The US will simply not compete with China on government lending, although its corporations continue to invest and employ strongly in the Philippines. In pure trade terms, however, Duterte has taken a risk.

Exports to China account for just 3% of Filipino GDP. The US imports 50% more Filipino goods than China, with plenty of US companies producing goods for the domestic market in the Philippines. Gareth Leather says that the Philippines’ economy is not geared towards producing for the Chinese market.

He says: “The main reason the Philippines exports so little to China is that it does not produce the kinds of products that China buys. The Philippines produces no oil of its own and sells few other commodities. Neither does it produce any of the high-tech components that China currently imports from countries such as Taiwan and Korea.”

Duterte could be biting the hand that feeds him, but a closer look at the trade data suggests that his pivot to China might not be a complete disaster. Yes, China takes a low share of Filipino exports, but this is changing. In the first half of 2016, China-Filipino trade grew by 23%, compared with 6% growth in trade with the US.

Including imports from China, bilateral trade between the Philippines and China is actually US$2bn greater than total trade with the US.

“The US is a slow-growth economic partner and China is a fast-growth one,” Nash says. “Duterte has all these young people who are well-skilled, with very good work culture, who need to find work. He has to find economic partners who he can work with and grow. If his trade relationship with the US only growing at 6% or less, he needs to find partners who can help put those people to work.”

Also now thrust into the spotlight is the Philippines’ participation in multilateral initiatives sponsored by the US and China. While the TPP is unlikely to be passed any time soon, it may be revisited further down the line, with the Philippines long-mooted as a future member.

Deborah Elms, executive director at the Asian Trade Centre, tells GTR that chances of a future Filipino membership now appear to be dead.

“This is a shame because the Philippines was on track to do so,” she says. “But politically, it is a non-starter in the US at the moment. [It] could change as they still don’t have TPP round one approved, of course.”

At the same time, Duterte’s government is looking to the China-sponsored Asian Infrastructure Investment Bank (AIIB) to support its US$150bn infrastructure drive.

Finance secretary Carlos Dominguez has described the AIIB as the department’s “number one priority”, as it looks to use its status as a founder member to borrow heavily from the nascent development bank.

Duterte has been branded the “Asian Trump” by some media outlets in the west. The implication is that he is reactionary and volatile. Those well-versed with Filipino politics, however, concede that whatever your personal views on Duterte may be, he is a skilled politician.

Dr Reuben Mondejar, an expert on Filipino economics and politics at City University, Hong Kong, believes that Duterte is an experienced and canny operator and that the only valid comparison with Donald Trump is his appeal to disenfranchised voters.

“Donald Trump is only a politician for 10 months, Duterte has been a politician for three decades!” he told GTR in a recent interview.

Mondejar’s views are shared by Tony Nash, who says that “just because he says nationalist things, doesn’t mean he’s a stupid politician”.

He compares him to nationalist leaders Shinzo Abe in Japan and Jokowi in Indonesia: “They recognise that their first priority is to their people.

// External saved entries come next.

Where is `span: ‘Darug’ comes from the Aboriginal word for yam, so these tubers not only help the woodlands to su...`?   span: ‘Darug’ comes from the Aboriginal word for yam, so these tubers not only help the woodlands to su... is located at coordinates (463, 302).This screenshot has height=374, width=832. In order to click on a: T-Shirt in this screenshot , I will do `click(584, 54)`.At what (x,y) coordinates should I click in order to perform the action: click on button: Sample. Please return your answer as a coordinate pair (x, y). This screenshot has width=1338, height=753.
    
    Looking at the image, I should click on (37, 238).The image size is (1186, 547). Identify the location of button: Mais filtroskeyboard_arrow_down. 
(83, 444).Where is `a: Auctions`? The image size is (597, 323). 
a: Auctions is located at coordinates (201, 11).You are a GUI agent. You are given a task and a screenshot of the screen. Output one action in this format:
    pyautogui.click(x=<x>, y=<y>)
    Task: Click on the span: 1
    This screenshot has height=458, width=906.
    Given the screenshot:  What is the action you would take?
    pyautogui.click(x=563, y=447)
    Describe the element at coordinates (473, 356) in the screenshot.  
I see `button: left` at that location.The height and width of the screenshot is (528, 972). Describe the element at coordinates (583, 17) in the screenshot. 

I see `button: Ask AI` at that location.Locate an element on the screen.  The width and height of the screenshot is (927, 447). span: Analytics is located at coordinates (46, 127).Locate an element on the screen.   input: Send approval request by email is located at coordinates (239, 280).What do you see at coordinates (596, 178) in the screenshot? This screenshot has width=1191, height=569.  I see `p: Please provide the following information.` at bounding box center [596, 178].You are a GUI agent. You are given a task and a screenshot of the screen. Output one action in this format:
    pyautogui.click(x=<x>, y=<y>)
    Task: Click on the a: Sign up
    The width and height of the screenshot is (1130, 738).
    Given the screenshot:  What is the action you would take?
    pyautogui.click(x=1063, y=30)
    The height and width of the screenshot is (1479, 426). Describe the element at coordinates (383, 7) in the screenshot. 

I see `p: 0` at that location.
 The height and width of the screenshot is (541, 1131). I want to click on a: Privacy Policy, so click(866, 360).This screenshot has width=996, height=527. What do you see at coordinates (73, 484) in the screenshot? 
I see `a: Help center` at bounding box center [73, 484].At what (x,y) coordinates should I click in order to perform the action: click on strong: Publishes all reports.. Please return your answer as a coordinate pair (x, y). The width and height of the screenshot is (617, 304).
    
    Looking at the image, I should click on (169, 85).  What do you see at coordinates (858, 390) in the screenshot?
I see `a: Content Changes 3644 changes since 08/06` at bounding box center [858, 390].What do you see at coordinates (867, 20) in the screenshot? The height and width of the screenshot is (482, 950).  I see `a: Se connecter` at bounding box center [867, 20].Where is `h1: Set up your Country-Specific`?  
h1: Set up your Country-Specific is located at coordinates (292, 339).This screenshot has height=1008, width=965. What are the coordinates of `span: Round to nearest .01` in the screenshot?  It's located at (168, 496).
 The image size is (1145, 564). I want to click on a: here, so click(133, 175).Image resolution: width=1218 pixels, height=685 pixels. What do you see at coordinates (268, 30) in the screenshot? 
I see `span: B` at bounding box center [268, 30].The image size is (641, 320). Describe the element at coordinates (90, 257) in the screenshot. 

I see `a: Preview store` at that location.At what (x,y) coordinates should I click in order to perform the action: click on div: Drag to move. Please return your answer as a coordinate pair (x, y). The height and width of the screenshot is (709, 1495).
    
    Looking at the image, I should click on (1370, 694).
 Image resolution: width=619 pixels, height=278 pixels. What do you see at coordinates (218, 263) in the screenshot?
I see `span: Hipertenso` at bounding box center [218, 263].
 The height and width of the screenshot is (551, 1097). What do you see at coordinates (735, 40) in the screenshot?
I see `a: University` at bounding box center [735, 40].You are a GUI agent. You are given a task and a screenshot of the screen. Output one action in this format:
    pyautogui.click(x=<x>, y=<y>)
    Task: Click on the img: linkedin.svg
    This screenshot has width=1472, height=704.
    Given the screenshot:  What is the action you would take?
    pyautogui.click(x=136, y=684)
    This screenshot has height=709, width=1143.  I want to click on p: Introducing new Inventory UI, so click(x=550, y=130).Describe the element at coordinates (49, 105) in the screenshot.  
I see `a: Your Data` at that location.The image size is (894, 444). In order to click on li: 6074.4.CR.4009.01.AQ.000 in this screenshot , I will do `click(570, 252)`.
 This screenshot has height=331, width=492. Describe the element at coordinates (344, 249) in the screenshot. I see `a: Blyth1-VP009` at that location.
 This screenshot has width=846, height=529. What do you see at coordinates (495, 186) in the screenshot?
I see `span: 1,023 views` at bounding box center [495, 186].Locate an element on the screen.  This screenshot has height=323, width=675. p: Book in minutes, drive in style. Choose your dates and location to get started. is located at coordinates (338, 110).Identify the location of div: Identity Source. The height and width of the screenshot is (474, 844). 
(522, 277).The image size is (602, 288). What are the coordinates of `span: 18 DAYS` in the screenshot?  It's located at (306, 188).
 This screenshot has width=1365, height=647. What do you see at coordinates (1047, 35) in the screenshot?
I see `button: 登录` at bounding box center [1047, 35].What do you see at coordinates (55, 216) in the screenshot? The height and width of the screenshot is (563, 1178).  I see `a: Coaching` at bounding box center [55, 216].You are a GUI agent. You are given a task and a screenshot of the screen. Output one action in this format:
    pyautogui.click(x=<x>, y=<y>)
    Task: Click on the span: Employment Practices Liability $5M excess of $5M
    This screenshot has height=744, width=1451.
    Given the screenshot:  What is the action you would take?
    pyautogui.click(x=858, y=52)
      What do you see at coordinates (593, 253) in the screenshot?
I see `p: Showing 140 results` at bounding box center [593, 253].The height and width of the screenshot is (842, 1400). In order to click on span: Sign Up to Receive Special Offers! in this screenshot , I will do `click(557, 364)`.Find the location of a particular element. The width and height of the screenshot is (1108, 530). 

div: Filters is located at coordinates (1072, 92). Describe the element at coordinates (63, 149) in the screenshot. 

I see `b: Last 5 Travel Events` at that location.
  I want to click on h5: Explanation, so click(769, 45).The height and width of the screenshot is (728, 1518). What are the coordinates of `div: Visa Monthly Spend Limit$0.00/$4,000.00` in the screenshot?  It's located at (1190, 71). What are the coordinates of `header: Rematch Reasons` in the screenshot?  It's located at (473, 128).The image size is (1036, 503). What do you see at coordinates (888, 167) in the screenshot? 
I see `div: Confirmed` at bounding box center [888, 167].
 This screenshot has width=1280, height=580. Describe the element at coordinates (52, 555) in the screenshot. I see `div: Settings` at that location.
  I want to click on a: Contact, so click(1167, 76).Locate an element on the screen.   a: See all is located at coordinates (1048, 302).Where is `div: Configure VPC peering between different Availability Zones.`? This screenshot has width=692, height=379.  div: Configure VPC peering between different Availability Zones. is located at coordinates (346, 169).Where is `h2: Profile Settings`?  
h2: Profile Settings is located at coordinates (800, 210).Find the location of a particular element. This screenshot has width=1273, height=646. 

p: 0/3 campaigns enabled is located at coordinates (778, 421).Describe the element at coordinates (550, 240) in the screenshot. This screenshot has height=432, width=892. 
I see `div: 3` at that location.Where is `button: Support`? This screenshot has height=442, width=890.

There are risks to his rhetoric on the US, but from his perspective it’s a negotiation: he makes a statement that he’s turning away from the US, and it gets the US’ attention. They are going to come to the table with direct investment and economic opportunities.”

For some, Duterte’s stance is a product of the US government’s neglect of its partners in Asia, which has not been improved by a largely unsuccessful pivot to the continent. For now at least, the balance of regional power is resting with one of the region’s most controversial figures.